How to protect enterprise data

How Should You Protect Enterprise Data?

Disclaimer: This article includes paid promotion.

The amount of data that the average enterprise manages today is enormous. This data is a treasure trove for insights on how to better products and meet customer needs. Yet, such vast information also introduces new challenges over how to keep it safe and secure from unauthorized access and use.

Effective enterprise data protection calls for a holistic approach that encompasses technology, process, and people. Many organizations place inordinate emphasis on technology in their data security strategy. Whereas it’s impossible to adequately protect electronic data without some form of technical controls, process and people arguably play a more important role.

The following are the core building blocks of a successful data protection policy.

  1. Data Classification Program

A business hosts a wide range of electronic data. That includes passwords, credit card numbers, mailing addresses, phone numbers, transaction histories, vendor contacts, payroll lists, medical insurance payments, and more. Yet, all data isn’t created equal. Some information is more sensitive than others due to the legal protections around it or the impact it could have on the business goals and reputation.

A data classification program helps you categorize enterprise data based on its importance and risk weight. The program should have at least three categories—public, internal use, and confidential. Appropriate controls must thereafter be established to protect data in each category. Confidential data should attract the highest degree of protection while public data may not require any protection at all. Classification also determines what data is given priority in your enterprise cloud backup plans.

Note that the same information can change categories over its lifetime. For example, product design plans would be considered confidential while in development but become internal or public once the product is available on the market.

  1. Manage Data Flow

Data in an enterprise is constantly changing its state. It regularly undergoes retrieval, transmission, and storage. Recognizing that information must flow throughout the organization is crucial in ensuring that data is consistently protected irrespective of its status at any given point in time.

This requirement is especially important for sensitive data such as credit card information that has to be managed in accordance with regulatory and industry requirements. The Payment Card Industry’s Data Security Standards (PCI DSS), for instance, provide clear guidelines on how credit card data should be managed at rest and in transit.

  1. Encrypt Sensitive Data

Enterprises should develop appropriate controls that make it difficult for unauthorized persons to access the places or channels where sensitive data is stored or transmitted. However, hackers may still gain access to these locations or channels.

Businesses should, therefore, encrypt their most critical information such as passwords and credit card information to ensure that it’s unreadable even if a hacker stumbles upon it. The data should be encrypted not just at rest but also when in transit to prevent interception via packet sniffing and man-in-the-middle attacks.

  1. Treat New Technology with Caution

All technology follows a maturity path. In the initial months and years after its launch, the technology is often plagued by bugs, errors, and security gaps. As the system’s developer responds to and resolves these issues, the technology becomes more reliable, stable, and secure.

Ergo, businesses must steer clear of technologies that are still in the early adoption phase as they often have vulnerabilities that could endanger the security of enterprise data. Some may even be infected with malware that becomes an entry point for hackers to infiltrate the corporate network. Let the market test out and perfect a product before you bring it on board.

  1. Protect Portable Devices

We’ve come a long way from the time when the sole tool of office computing was the desktop computer. Today, we not only have laptops but smartphones and tablets too. In addition, removable disks have grown enormously in their capacity. The average thumb drive has the capacity that’s thousands of times higher than what a floppy drive had.

While portability has come with numerous efficiency advantages, the risk of theft and loss is much higher than it is for desktop computers. To protect the data on portable devices, organizations should ensure the gadgets are encrypted, password-protected, and where applicable, can be disabled remotely.

Threats to the security of enterprise data are here to stay. By systematically applying these controls, you have a better shot at protecting your organization’s most critical data.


### Exercise requirements
Copy all data exactly. Skip pictures.

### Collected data
====
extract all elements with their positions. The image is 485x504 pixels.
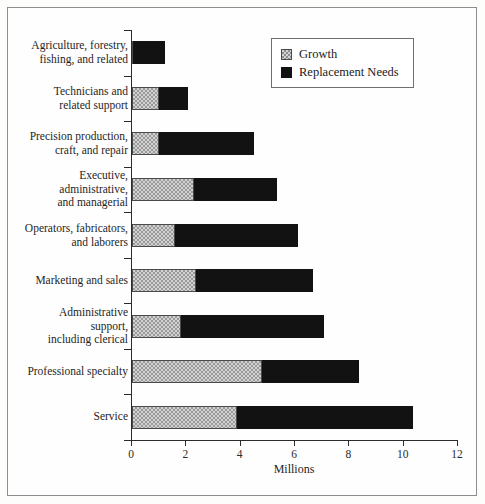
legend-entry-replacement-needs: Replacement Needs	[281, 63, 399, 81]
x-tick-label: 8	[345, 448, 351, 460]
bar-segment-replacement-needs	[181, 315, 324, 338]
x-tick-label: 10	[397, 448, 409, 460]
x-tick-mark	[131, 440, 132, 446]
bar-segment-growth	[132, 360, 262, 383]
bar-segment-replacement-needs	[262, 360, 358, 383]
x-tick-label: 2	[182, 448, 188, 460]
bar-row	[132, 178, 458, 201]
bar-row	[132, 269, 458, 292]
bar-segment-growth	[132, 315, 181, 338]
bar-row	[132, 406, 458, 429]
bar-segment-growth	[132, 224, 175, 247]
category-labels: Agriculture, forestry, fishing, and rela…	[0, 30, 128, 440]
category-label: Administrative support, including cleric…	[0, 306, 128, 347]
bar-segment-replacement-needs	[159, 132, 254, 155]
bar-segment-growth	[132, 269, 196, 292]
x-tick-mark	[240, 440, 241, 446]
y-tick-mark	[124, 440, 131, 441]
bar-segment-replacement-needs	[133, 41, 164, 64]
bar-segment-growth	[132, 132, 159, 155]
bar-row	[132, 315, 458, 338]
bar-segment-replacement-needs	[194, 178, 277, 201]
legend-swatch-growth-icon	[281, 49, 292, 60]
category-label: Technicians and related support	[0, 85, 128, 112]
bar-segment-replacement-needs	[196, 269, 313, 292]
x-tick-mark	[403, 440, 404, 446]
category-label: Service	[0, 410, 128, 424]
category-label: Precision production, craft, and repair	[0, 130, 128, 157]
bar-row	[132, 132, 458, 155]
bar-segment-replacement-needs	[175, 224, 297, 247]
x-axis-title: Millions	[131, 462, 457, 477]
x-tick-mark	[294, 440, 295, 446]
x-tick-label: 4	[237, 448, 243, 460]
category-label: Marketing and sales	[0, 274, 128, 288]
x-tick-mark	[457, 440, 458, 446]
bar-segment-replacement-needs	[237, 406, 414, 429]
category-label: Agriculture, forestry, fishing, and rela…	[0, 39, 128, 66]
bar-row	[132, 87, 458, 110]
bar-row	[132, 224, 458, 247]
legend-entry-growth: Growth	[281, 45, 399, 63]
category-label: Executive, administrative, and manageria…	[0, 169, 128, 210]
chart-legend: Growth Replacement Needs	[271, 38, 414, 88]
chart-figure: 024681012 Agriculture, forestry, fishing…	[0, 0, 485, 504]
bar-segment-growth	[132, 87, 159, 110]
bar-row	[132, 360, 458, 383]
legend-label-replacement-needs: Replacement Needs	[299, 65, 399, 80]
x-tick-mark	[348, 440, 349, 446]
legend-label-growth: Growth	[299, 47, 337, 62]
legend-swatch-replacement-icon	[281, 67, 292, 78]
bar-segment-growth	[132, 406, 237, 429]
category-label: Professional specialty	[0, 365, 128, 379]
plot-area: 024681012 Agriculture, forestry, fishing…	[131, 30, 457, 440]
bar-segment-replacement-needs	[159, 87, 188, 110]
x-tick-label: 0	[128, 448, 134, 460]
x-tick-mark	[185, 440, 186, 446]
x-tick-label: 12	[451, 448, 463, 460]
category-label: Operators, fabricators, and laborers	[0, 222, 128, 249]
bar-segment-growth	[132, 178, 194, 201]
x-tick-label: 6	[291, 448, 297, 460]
====
### Solution to this task
extract all elements with their positions. The image is 485x504 pixels.
legend-entry-replacement-needs: Replacement Needs	[281, 63, 399, 81]
x-tick-label: 8	[345, 448, 351, 460]
bar-segment-replacement-needs	[181, 315, 324, 338]
x-tick-label: 10	[397, 448, 409, 460]
x-tick-mark	[131, 440, 132, 446]
bar-segment-growth	[132, 360, 262, 383]
bar-segment-replacement-needs	[262, 360, 358, 383]
x-tick-label: 2	[182, 448, 188, 460]
bar-row	[132, 178, 458, 201]
bar-row	[132, 269, 458, 292]
bar-segment-growth	[132, 315, 181, 338]
bar-row	[132, 406, 458, 429]
bar-segment-growth	[132, 224, 175, 247]
category-labels: Agriculture, forestry, fishing, and rela…	[0, 30, 128, 440]
category-label: Administrative support, including cleric…	[0, 306, 128, 347]
bar-segment-replacement-needs	[159, 132, 254, 155]
bar-segment-growth	[132, 269, 196, 292]
x-tick-mark	[240, 440, 241, 446]
y-tick-mark	[124, 440, 131, 441]
bar-segment-replacement-needs	[133, 41, 164, 64]
bar-segment-growth	[132, 132, 159, 155]
bar-row	[132, 315, 458, 338]
bar-segment-replacement-needs	[194, 178, 277, 201]
legend-swatch-growth-icon	[281, 49, 292, 60]
category-label: Technicians and related support	[0, 85, 128, 112]
bar-segment-replacement-needs	[196, 269, 313, 292]
x-tick-mark	[403, 440, 404, 446]
category-label: Service	[0, 410, 128, 424]
category-label: Precision production, craft, and repair	[0, 130, 128, 157]
bar-row	[132, 132, 458, 155]
bar-segment-replacement-needs	[175, 224, 297, 247]
x-axis-title: Millions	[131, 462, 457, 477]
x-tick-mark	[294, 440, 295, 446]
x-tick-label: 4	[237, 448, 243, 460]
category-label: Marketing and sales	[0, 274, 128, 288]
x-tick-mark	[457, 440, 458, 446]
bar-segment-replacement-needs	[237, 406, 414, 429]
category-label: Agriculture, forestry, fishing, and rela…	[0, 39, 128, 66]
bar-row	[132, 87, 458, 110]
bar-row	[132, 224, 458, 247]
legend-entry-growth: Growth	[281, 45, 399, 63]
category-label: Executive, administrative, and manageria…	[0, 169, 128, 210]
chart-legend: Growth Replacement Needs	[271, 38, 414, 88]
chart-figure: 024681012 Agriculture, forestry, fishing…	[0, 0, 485, 504]
bar-segment-growth	[132, 87, 159, 110]
bar-row	[132, 360, 458, 383]
legend-label-replacement-needs: Replacement Needs	[299, 65, 399, 80]
x-tick-mark	[348, 440, 349, 446]
legend-label-growth: Growth	[299, 47, 337, 62]
legend-swatch-replacement-icon	[281, 67, 292, 78]
bar-segment-growth	[132, 406, 237, 429]
category-label: Professional specialty	[0, 365, 128, 379]
plot-area: 024681012 Agriculture, forestry, fishing…	[131, 30, 457, 440]
bar-segment-replacement-needs	[159, 87, 188, 110]
x-tick-label: 0	[128, 448, 134, 460]
x-tick-mark	[185, 440, 186, 446]
x-tick-label: 12	[451, 448, 463, 460]
category-label: Operators, fabricators, and laborers	[0, 222, 128, 249]
bar-segment-growth	[132, 178, 194, 201]
x-tick-label: 6	[291, 448, 297, 460]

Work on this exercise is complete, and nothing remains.